In 2007, a comprehensive land-use plan for non-municipal Warren County was completed by Central Mississippi Planning and Development District after about 18 months of study. The county board to date has not adopted it. In it, the northeastern part of the county where the most development in the county has taken place in the past decade is advised to stay “medium-residential.” Most of the rest of nonmunicipal Warren County is recommended for agricultural use. The study cost the county $85,000 to have crafted.

The board left Monday’s discussion divided. District 1 Supervisor John Arnold, a real estate agent whose district covers that section of the county, favors it.

“I believe it’s important because it’ll improve our community to have zoning, for sure,” Arnold said.

District 3 Supervisor Charles Selmon, whose district grows southward in the next year’s county elections but stays entirely inside the city, said he favors zoning “in order for the county to grow.” District 5 Supervisor Richard George, a longtime skeptic of the need for zoning outside the city, took no position as contractors spoke.

No hearing or presentation has been held on CMPDD’s plan. Board President Bill Lauderdale said he’d vote against even a tacit endorsement of any building codes, though he didn’t have a problem “with looking at” the issue.

“Some people go outside the city just to get away from rules and regulations,” Lauderdale said. “They work on their homes on their own so they can do what they want to do without any interference.

“They can still do their own work,” Busby said in response. “That wouldn’t change. But, they would need to have it inspected.”

Sanders said enacting zoning countywide would make the development business a fairer proposition for contractors of all types who respect ethical standards.

“It would be more expensive for us to build (in the county), but ask yourself this,” Sanders said. “You inspect the roads, why not the houses?”

Lauderdale said he was skeptical of pledges from the bill’s supporters, Chaney in particular, to help counties pay for establishing an inspection apparatus.

“People are responsible for their house,” Lauderdale replied. “If they want to build a good house and have it inspected, they can hire somebody to do that.”
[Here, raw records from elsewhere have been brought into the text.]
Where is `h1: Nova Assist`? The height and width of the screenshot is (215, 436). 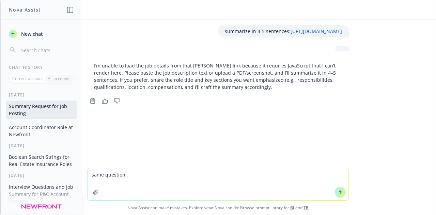 h1: Nova Assist is located at coordinates (25, 10).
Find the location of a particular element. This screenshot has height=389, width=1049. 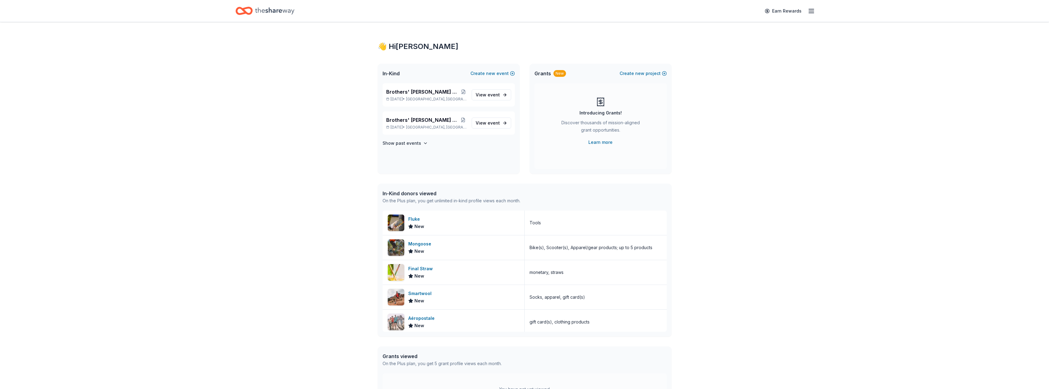

button: Show past events is located at coordinates (405, 143).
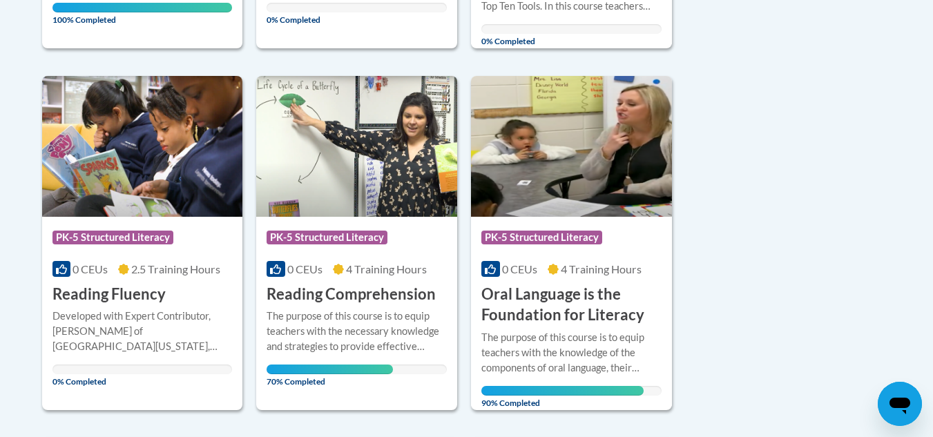  Describe the element at coordinates (356, 332) in the screenshot. I see `div: The purpose of this course is to equip teachers with the necessary knowledge and strategies to pr...` at that location.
CMPDD had projected in 2007 the county’s nonmunicipal population would grow southeast along Mississippi 27 by 2030. The 2010 census showed population had slipped 1.7 percent in the previous decade, to 48,773, with the bulk of development outside Vicksburg remaining east of U.S. 61 North and north of Interstate 20.

On the agenda

Meeting Monday the Warren County Board of Supervisors:

• Raised no objections on a report from Road Manager Richard Winans concerning a request to supply county employees to assist building a firing range for local law enforcement.
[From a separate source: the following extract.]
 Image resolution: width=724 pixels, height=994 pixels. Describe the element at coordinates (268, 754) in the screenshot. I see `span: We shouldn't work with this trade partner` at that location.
Plans for land just east of the Mississippi Army National Guard building at Ceres industrial park to be developed for such a range haven’t made it off the drawing board since proposed to county officials in spring 2013. For years, local law enforcement had practiced at a privately-owned gun store in Clinton, since closed, and at Grand Gulf Nuclear Station, outside Port Gibson.

Winans told the board Undersheriff Jeff Riggs, a longtime Guardsman and spearhead on the effort, asked for road crews to install drainage pipe at the site. Crews would have to work four, 10-hour days on overtime wages to complete the work, Winans said.

• Heard a report on work to install a new motor on the Kings Point Ferry.

Winans assured supervisors the work would be done by the height of deer season in mid-November.

The vessel is parked near the Port of Vicksburg as it awaits a new engine, financed by a highway grant. Expenses to run the ferry in fiscal 2014-15 were pegged at $259,289, according to the county’s budget adopted last month. The projection is down by about $65,000, reflective of the department carrying two pilots instead of three this year.